I’d get into the motivations for Kristen’s lunacy here, but I’ve grown quite tired of trying to explain crazy, so allow me just to say that cheating in general can be relationship-ruining and soul-rattling, but if Katie and Schwartz decided to move on enough that they got engaged and sent out ugly dishtowels as proof of their commitment, maybe it would be wise for Kristen to encourage her friend to let go of what was clearly a very sh*tty mistake Schwartz made in his past. Of course, Kristen is a lunatic and she therefore projects her psychotic behavior on everyone in her midst like a f*cking flu virus and now Scheana has caught it and the two of them vow that they will use their time in New Orleans in the best of ways and such a thing means they will get Schwartz to admit to his fiancé that he nailed a stranger over six-hundred days ago. Here’s to the best bridal party on the planet!

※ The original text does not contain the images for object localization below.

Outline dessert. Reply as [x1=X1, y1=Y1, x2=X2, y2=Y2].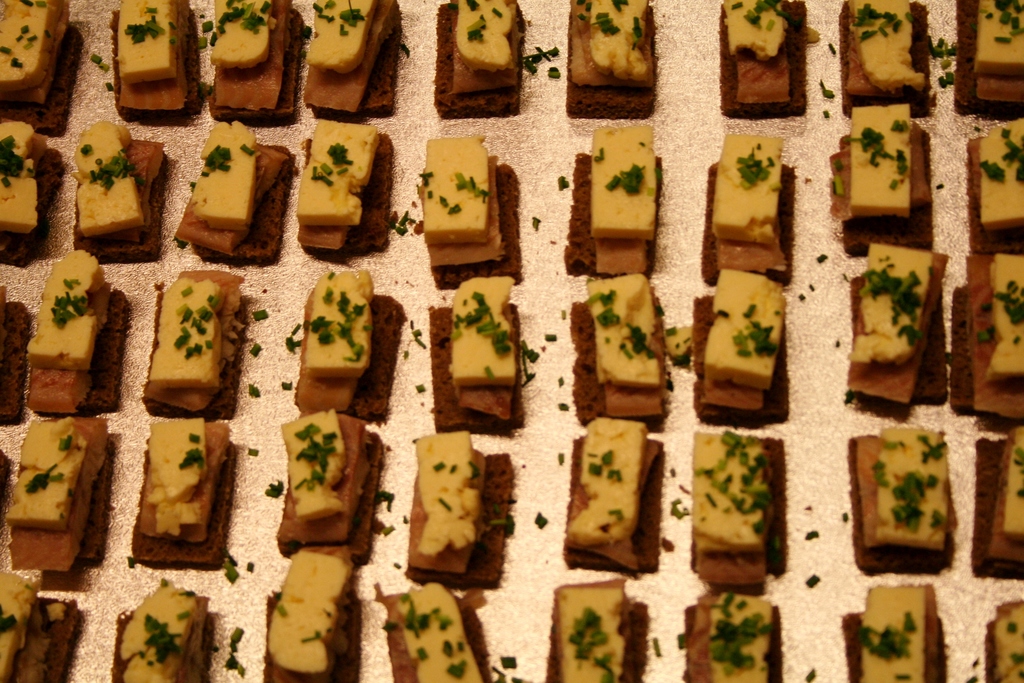
[x1=27, y1=250, x2=127, y2=414].
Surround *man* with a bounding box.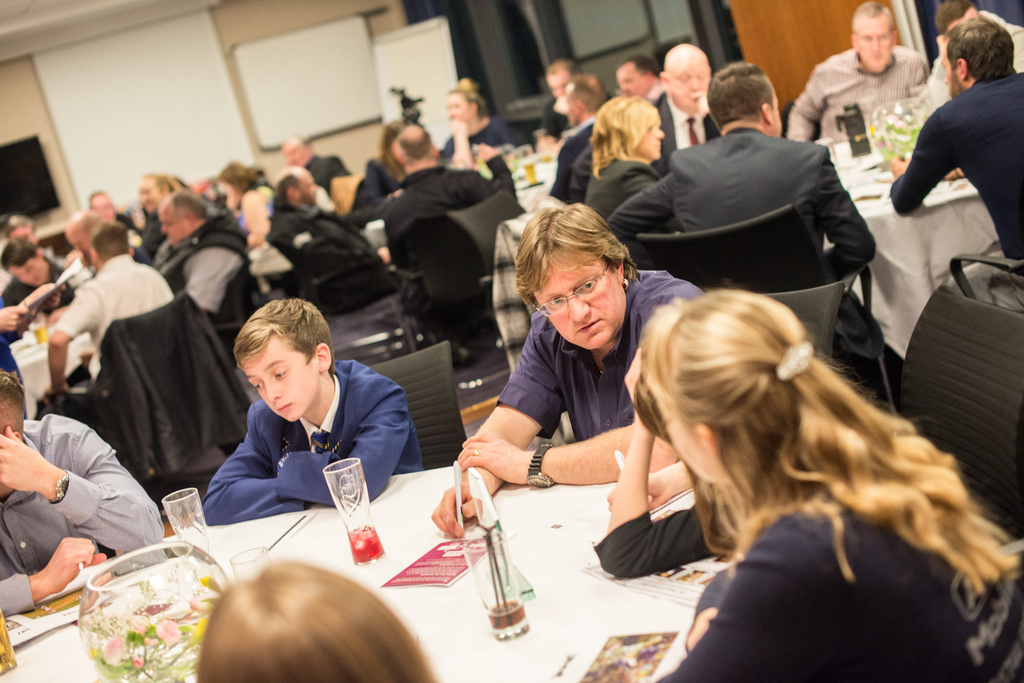
154,187,257,316.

It’s a good thing that Scheana and Kristen aren’t along for the guy’s trip because a mess of crabs are thrown onto a picnic table in front of them and that sort of thing could make both of them reject food until the very end of time. Schwartz feels badly for the dead crabs, but Sandoval feels even worse for the man who sits in front of him looking nothing but dejected only a few weeks before his wedding. Once again he suggests that Schwartz and Katie get some therapy, but Carter is there to explain that the Vegas Infidelity is probably what creates all the problems the two of them share. “We had horrible problems long before that and long after that,” Schwartz responds – and I hope that wasn’t the expression embroidered on those f*cking dishtowel invites. While Sandoval correctly announces that Carter’s words were clearly written by Kristen, it’s Jax to the rescue because he finally says what every single person is thinking: “You don’t want to spend the rest of your life like this.” Guess it’s a good thing he wasn’t eaten by an alligator. And then the festivities draw to a close with Sandoval beginning to cry because his best friend is acting like a battered spouse and he deserves better and Schwartz responds by placing his head down on the picnic table in submission and I wish he realized in that minute how much worse everything was about to get for him.